Every state and the District has its own graduated licensing program for teen drivers, according to the Insurance Institute for Highway Safety. The programs spell out the age at which a young person can get a learner's permit and generally require a certain number of hours of supervised training before a learner can take a driving test. After passing the test, teens enter an intermediate stage that allows them to drive without supervision but generally limits late-night driving and the number of passengers they can have in the car. These restrictions exist until the teen driver has reached a minimum age, often 17 or 18.

State programs vary considerably. In North Dakota, for example, a person can get a learner's permit at age 14, and there are no restrictions on the number of passengers an intermediate-stage driver can have in the car, according to the insurance institute. New Jersey residents, by contrast, must be at least 16 to get a learner's permit, and they can't drive unsupervised with more than one passenger in the car until they get their unrestricted license at age 18.

States have also moved to address distracted driving, a problem for both new and experienced drivers. Forty-four states and the District ban text messaging by novice drivers (39 states and the District ban texting by all drivers), and 32 states and the District ban all cellphone use by novice drivers, according to the Governors Highway Safety Association.

After eight years of declining fatalities, teen motor vehicle crash deaths rose 11 percentto 211 in the first six months of 2011 compared with the same period the previous year, according to preliminary data from the association, which represents state highway safety offices.

The explanation might be as simple as an increase in the number of teens who are driving as economic conditions improve, says Barbara Harsha, the association's executive director. Other experts speculated that the increase could also mean that current teen driver safety programs may have achieved all they can.

And graduated driver licensing programs, even strong ones, may have their limitations.

A study published last year in the Journal of the American Medical Association examined the incidence of fatal crashes between 1986 and 2007 involving drivers between ages 16 and 19. It estimated that 1,348 fewer fatal crashes involving 16-year-old drivers occurred during that time because of graduated licensing programs than would have occurred without them. But the study also estimated that there were 1,086 more fatal crashes involving 18-year-old drivers over the same period, largely offsetting the improvements for younger drivers.

What's going on? One theory is that teenagers may be waiting until they turn 18 to get their license, bypassing the restrictions of the graduated licensing system altogether.
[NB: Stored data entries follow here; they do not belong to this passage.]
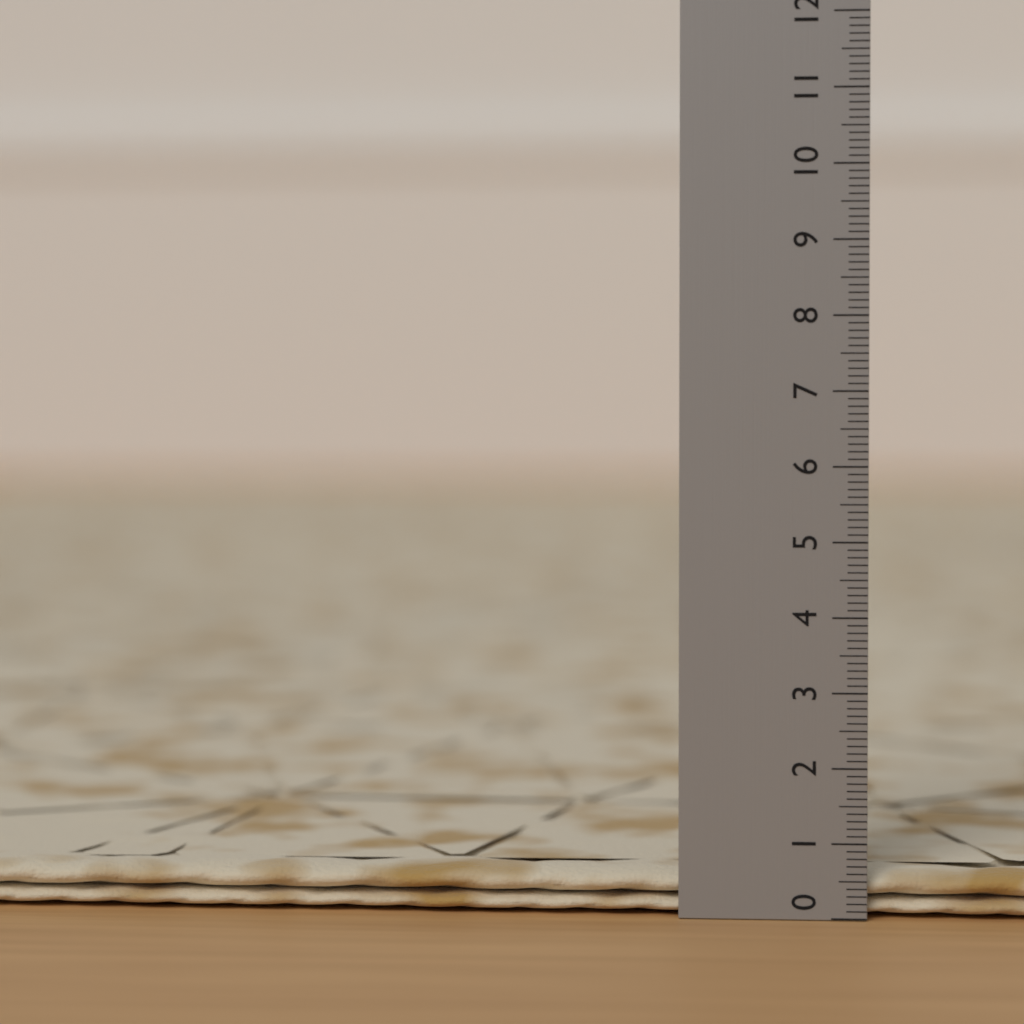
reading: 0.6 (no unit)
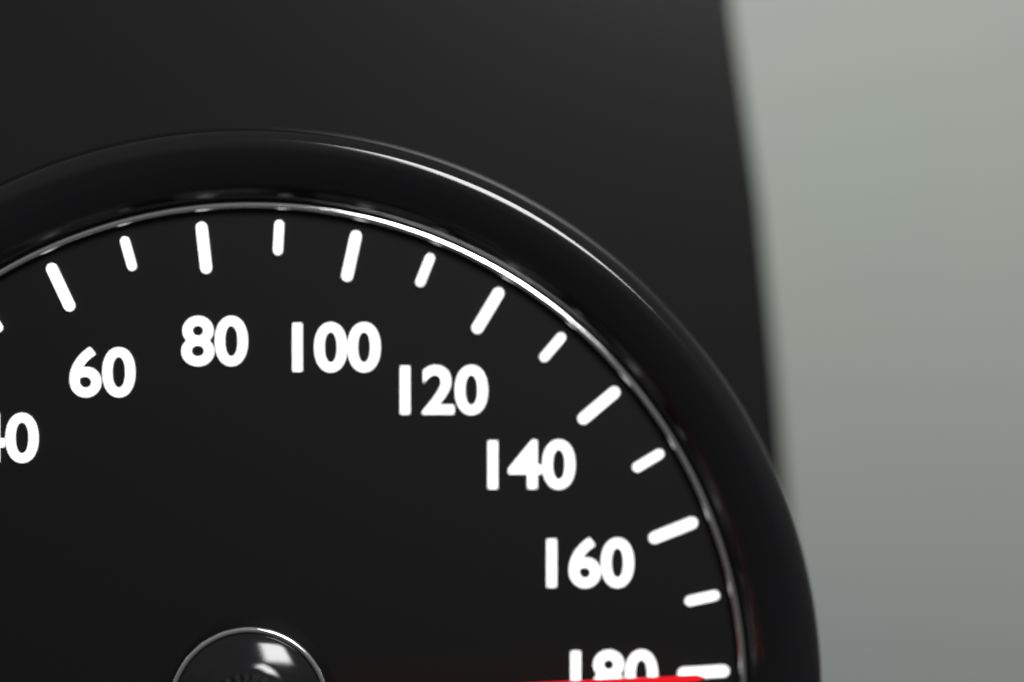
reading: 180 km/h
They then have full license privileges, but they're as inexperienced as a 16-year-old.

"We know that new drivers have more crashes than more experienced ones," says John Ulczycki, group vice president at the National Safety Council, an advocacy group.

Still, safety experts are encouraged that the new highway law provides $46 million for incentive grants for states to implement or strengthen distracted-driving programs for all drivers over the next two years. It also includes $27 million for states that adopt certain standards, including prohibiting cellphone use or communicating by device in non-emergency situations, for their graduated licensing programs.

This marks the first time the federal government has spelled out such standards. States can use the grant money for education, training and enforcement, among other things.

"We're offering a carrot" to states to strengthen their laws, says Jackie Gillan, president of Advocates for Highway and Auto Safety, an advocacy group. "This was a big step forward," she says.